How Visual Studio 2012 Avoids Prompts for Source

Heath Stewart

Requiring source packages during installation, repairs, and even uninstall are common occurrences for some customers. The core issue is that Windows Installer needs the source location of the package and its files to install – and can’t find them automatically – when attempting to restore the machine to the state it should be in (according to that package and any patches applied to it).

When the WiX community was developing Burn – the chainer that is part of the toolset in v3.6 – we knew this was a common problem for any Windows Installer-based deployment. So we implemented package caching which copies all installed packages to a fixed location depending on whether a package is installing for all users (per-machine) or just the current user (per-user).

Setup developers can opt in or out of package caching, but because we know customers have had problems with prompts for source we decided that the Visual Studio 2012 family of products will cache packages.

User Experience

After packages are downloaded and verified, or when they have been verified on media, they are copied to the local hard drive. For packages installed per-machine, this is a secure location and is actually the location from which the installation occurs.

When repairing, modifying, or uninstalling a product or when installing or uninstalling a patch, if source media is required the package cache is used automatically and most users will never see a prompt. Only if the package cache is missing or incomplete will Visual Studio setup will prompt to download (if connected) or locate media as shown in the screenshot below.

Visual Studio 2012 Prompt for Source

Users who have installed from media even get the option to download (if connected). So while very few customers should ever see this dialog, we wanted to make sure the experience was easy.

Even though we will prompt to download packages to the cache if missing, we recommend users do not remove the package cache. Not only is the cached used by any other products that are installed with Burn and may not provide the same download experience, there are scenarios when Windows Installer may require source that we cannot handle because our code is not running.

Impact to Drive Space

The design to avoid this all too common problem does have an impact to drive space. For per-machine installs like Visual Studio 2012, packages are copied under %ProgramData% which is, by default, on the system drive. This is one of several reasons that VS2012 requires space on the system drive even if you install VS2012 to another drive.

From customer data we know that:

  • Over 97% of customers have plenty of space on their system drives to install all of our largest product, Visual Studio 2012 Ultimate, entirely on the system drive.

  • Over 99% have sufficient space on their system drives to install other products like Visual Studio 2012 Express for Windows 8 entirely on their system drives.

  • Nearly 100% of customers have sufficient space on their system drives to install Visual Studio 2012 to another drive even though some space will be consumed on the system drives.

In general, we do not recommend "system partitions". We understand developers may like to keep source, binaries, and even tools on a separate drive – it’s a common setup – but the system drive should never be so constrained that updates – even to the operating system – cannot be installed. Many common locations default to the system drive and some of those cannot be changed. Give your system partition plenty of space.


* _Exercise_: Isolate every line in the records below with "ffffff" in it.

* _Input for this task_:
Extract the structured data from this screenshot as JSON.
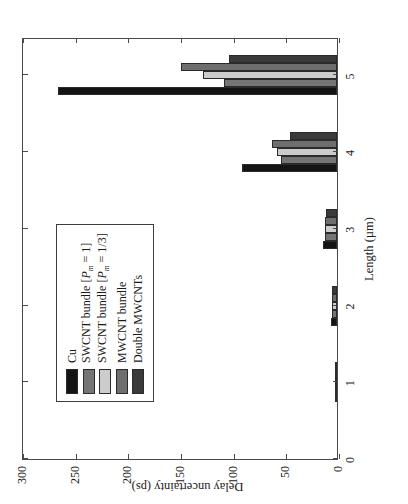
{
  "chart_data": {
    "type": "bar",
    "title": "",
    "orientation": "vertical-columns-rotated-page",
    "xlabel": "Length (µm)",
    "ylabel": "Delay uncertainty (ps)",
    "xlim": [
      0,
      5.5
    ],
    "ylim": [
      0,
      300
    ],
    "xticks": [
      0,
      1,
      2,
      3,
      4,
      5
    ],
    "xticklabels": [
      "0",
      "1",
      "2",
      "3",
      "4",
      "5"
    ],
    "yticks": [
      0,
      50,
      100,
      150,
      200,
      250,
      300
    ],
    "yticklabels": [
      "0",
      "50",
      "100",
      "150",
      "200",
      "250",
      "300"
    ],
    "grid": false,
    "legend_position": "upper left",
    "categories": [
      "1",
      "2",
      "3",
      "4",
      "5"
    ],
    "series": [
      {
        "name": "Cu",
        "color": "#141414",
        "values": [
          1,
          6,
          13,
          90,
          265
        ]
      },
      {
        "name": "SWCNT bundle [Pm = 1]",
        "color": "#757575",
        "values": [
          1,
          5,
          11,
          53,
          107
        ]
      },
      {
        "name": "SWCNT bundle [Pm = 1/3]",
        "color": "#cccccc",
        "values": [
          1,
          5,
          11,
          57,
          127
        ]
      },
      {
        "name": "MWCNT bundle",
        "color": "#6e6e6e",
        "values": [
          1,
          5,
          11,
          62,
          148
        ]
      },
      {
        "name": "Double MWCNTs",
        "color": "#3a3a3a",
        "values": [
          1,
          5,
          10,
          45,
          103
        ]
      }
    ]
  },
  "legend": {
    "items": [
      {
        "label": "Cu",
        "label_prefix": "Cu",
        "sub": "",
        "suffix": "",
        "color": "#141414"
      },
      {
        "label": "SWCNT bundle [Pm = 1]",
        "label_prefix": "SWCNT bundle [",
        "sub": "m",
        "suffix": " = 1]",
        "color": "#757575"
      },
      {
        "label": "SWCNT bundle [Pm = 1/3]",
        "label_prefix": "SWCNT bundle [",
        "sub": "m",
        "suffix": " = 1/3]",
        "color": "#cccccc"
      },
      {
        "label": "MWCNT bundle",
        "label_prefix": "MWCNT bundle",
        "sub": "",
        "suffix": "",
        "color": "#6e6e6e"
      },
      {
        "label": "Double MWCNTs",
        "label_prefix": "Double MWCNTs",
        "sub": "",
        "suffix": "",
        "color": "#3a3a3a"
      }
    ],
    "italic_symbol": "P"
  },
  "axes": {
    "x_title": "Length (µm)",
    "y_title": "Delay uncertainty (ps)"
  }
}
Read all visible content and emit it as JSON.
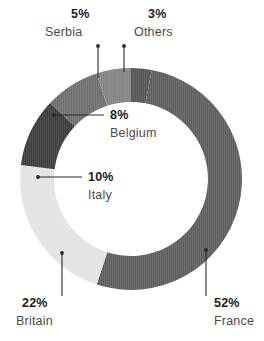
{
  "chart_data": {
    "type": "pie",
    "variant": "donut",
    "title": "",
    "subtitle": "",
    "xlabel": "",
    "ylabel": "",
    "legend_position": "none",
    "grid": false,
    "units": "percent",
    "total": 100,
    "categories": [
      "France",
      "Britain",
      "Italy",
      "Belgium",
      "Serbia",
      "Others"
    ],
    "values": [
      52,
      22,
      10,
      8,
      5,
      3
    ],
    "slices": [
      {
        "label": "France",
        "value": 52,
        "value_text": "52%",
        "color": "#5d5d5d",
        "start_angle": 10.8,
        "end_angle": 198.0,
        "label_x": 214,
        "label_y": 307,
        "name_x": 214,
        "name_y": 325,
        "leader_x1": 206,
        "leader_y1": 250,
        "leader_x2": 206,
        "leader_y2": 296
      },
      {
        "label": "Britain",
        "value": 22,
        "value_text": "22%",
        "color": "#e3e3e3",
        "start_angle": 198.0,
        "end_angle": 277.2,
        "label_x": 22,
        "label_y": 307,
        "name_x": 16,
        "name_y": 325,
        "leader_x1": 62,
        "leader_y1": 253,
        "leader_x2": 62,
        "leader_y2": 296
      },
      {
        "label": "Italy",
        "value": 10,
        "value_text": "10%",
        "color": "#3c3c3c",
        "start_angle": 277.2,
        "end_angle": 313.2,
        "label_x": 88,
        "label_y": 181,
        "name_x": 88,
        "name_y": 199,
        "leader_x1": 38,
        "leader_y1": 177,
        "leader_x2": 82,
        "leader_y2": 177
      },
      {
        "label": "Belgium",
        "value": 8,
        "value_text": "8%",
        "color": "#6e6e6e",
        "start_angle": 313.2,
        "end_angle": 342.0,
        "label_x": 110,
        "label_y": 119,
        "name_x": 110,
        "name_y": 137,
        "leader_x1": 54,
        "leader_y1": 115,
        "leader_x2": 104,
        "leader_y2": 115
      },
      {
        "label": "Serbia",
        "value": 5,
        "value_text": "5%",
        "color": "#848484",
        "start_angle": 342.0,
        "end_angle": 360.0,
        "label_x": 71,
        "label_y": 18,
        "name_x": 45,
        "name_y": 36,
        "leader_x1": 98,
        "leader_y1": 46,
        "leader_x2": 98,
        "leader_y2": 78
      },
      {
        "label": "Others",
        "value": 3,
        "value_text": "3%",
        "color": "#555555",
        "start_angle": 0.0,
        "end_angle": 10.8,
        "label_x": 148,
        "label_y": 18,
        "name_x": 134,
        "name_y": 36,
        "leader_x1": 124,
        "leader_y1": 46,
        "leader_x2": 124,
        "leader_y2": 72
      }
    ],
    "geometry": {
      "center_x": 131,
      "center_y": 179,
      "outer_radius": 111,
      "inner_radius": 77
    }
  }
}
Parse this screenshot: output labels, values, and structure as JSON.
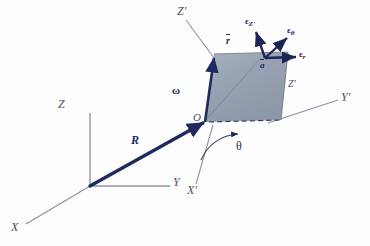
{
  "figure": {
    "type": "vector-diagram",
    "colors": {
      "plane_fill": "#9aa4b4",
      "plane_edge": "#2b3666",
      "vector": "#1f2a5e",
      "axis": "#8d93a3",
      "label": "#35405e",
      "background": "#fdfdfd"
    }
  },
  "axes": {
    "inertial": [
      {
        "name": "Z",
        "label": "Z",
        "x": 62,
        "y": 104
      },
      {
        "name": "Y",
        "label": "Y",
        "x": 176,
        "y": 182
      },
      {
        "name": "X",
        "label": "X",
        "x": 14,
        "y": 228
      }
    ],
    "primed": [
      {
        "name": "Z-prime",
        "label": "Z'",
        "x": 183,
        "y": 10
      },
      {
        "name": "Y-prime",
        "label": "Y'",
        "x": 342,
        "y": 97
      },
      {
        "name": "X-prime",
        "label": "X'",
        "x": 192,
        "y": 190
      }
    ]
  },
  "points": {
    "origin_inertial": {
      "x": 90,
      "y": 186
    },
    "origin_primed": {
      "label": "O",
      "x": 205,
      "y": 120
    },
    "field_point": {
      "label": "a",
      "overbar": true,
      "x": 263,
      "y": 62
    }
  },
  "vectors": {
    "position": {
      "name": "R",
      "label": "R",
      "label_x": 133,
      "label_y": 143
    },
    "angular_velocity": {
      "name": "omega",
      "label": "ω",
      "label_x": 175,
      "label_y": 92
    },
    "radius": {
      "name": "r-bar",
      "label": "r",
      "overbar": true,
      "label_x": 228,
      "label_y": 43
    }
  },
  "unit_vectors": [
    {
      "name": "epsilon-Z-prime",
      "base": "ε",
      "sub": "Z'",
      "x": 253,
      "y": 24
    },
    {
      "name": "epsilon-theta",
      "base": "ε",
      "sub": "θ",
      "x": 292,
      "y": 33
    },
    {
      "name": "epsilon-r",
      "base": "ε",
      "sub": "r",
      "x": 303,
      "y": 57
    }
  ],
  "angle": {
    "name": "theta",
    "label": "θ",
    "x": 238,
    "y": 148
  },
  "plane_labels": [
    {
      "name": "plane-edge-z-prime",
      "label": "Z'",
      "x": 290,
      "y": 85
    }
  ],
  "plane": {
    "name": "rotating-plane",
    "corners": [
      {
        "x": 205,
        "y": 122
      },
      {
        "x": 214,
        "y": 54
      },
      {
        "x": 288,
        "y": 52
      },
      {
        "x": 281,
        "y": 120
      }
    ]
  }
}
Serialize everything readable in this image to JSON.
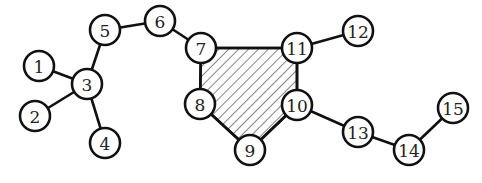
{
  "diagram": {
    "type": "graph",
    "colors": {
      "stroke": "#111111",
      "node_fill": "#ffffff",
      "hatch": "#444444",
      "background": "#ffffff"
    },
    "node_radius": 15,
    "nodes": [
      {
        "id": "1",
        "label": "1",
        "x": 39,
        "y": 66
      },
      {
        "id": "2",
        "label": "2",
        "x": 35,
        "y": 116
      },
      {
        "id": "3",
        "label": "3",
        "x": 87,
        "y": 84
      },
      {
        "id": "4",
        "label": "4",
        "x": 105,
        "y": 143
      },
      {
        "id": "5",
        "label": "5",
        "x": 105,
        "y": 30
      },
      {
        "id": "6",
        "label": "6",
        "x": 160,
        "y": 21
      },
      {
        "id": "7",
        "label": "7",
        "x": 201,
        "y": 48
      },
      {
        "id": "8",
        "label": "8",
        "x": 200,
        "y": 104
      },
      {
        "id": "9",
        "label": "9",
        "x": 250,
        "y": 150
      },
      {
        "id": "10",
        "label": "10",
        "x": 297,
        "y": 105
      },
      {
        "id": "11",
        "label": "11",
        "x": 297,
        "y": 48
      },
      {
        "id": "12",
        "label": "12",
        "x": 358,
        "y": 31
      },
      {
        "id": "13",
        "label": "13",
        "x": 358,
        "y": 132
      },
      {
        "id": "14",
        "label": "14",
        "x": 409,
        "y": 150
      },
      {
        "id": "15",
        "label": "15",
        "x": 453,
        "y": 108
      }
    ],
    "edges": [
      [
        "1",
        "3"
      ],
      [
        "2",
        "3"
      ],
      [
        "4",
        "3"
      ],
      [
        "3",
        "5"
      ],
      [
        "5",
        "6"
      ],
      [
        "6",
        "7"
      ],
      [
        "7",
        "11"
      ],
      [
        "7",
        "8"
      ],
      [
        "8",
        "9"
      ],
      [
        "9",
        "10"
      ],
      [
        "10",
        "11"
      ],
      [
        "11",
        "12"
      ],
      [
        "10",
        "13"
      ],
      [
        "13",
        "14"
      ],
      [
        "14",
        "15"
      ]
    ],
    "hatched_face": [
      "7",
      "11",
      "10",
      "9",
      "8"
    ]
  }
}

* _Problem solution_:
      "node_fill": "#ffffff",
      "background": "#ffffff"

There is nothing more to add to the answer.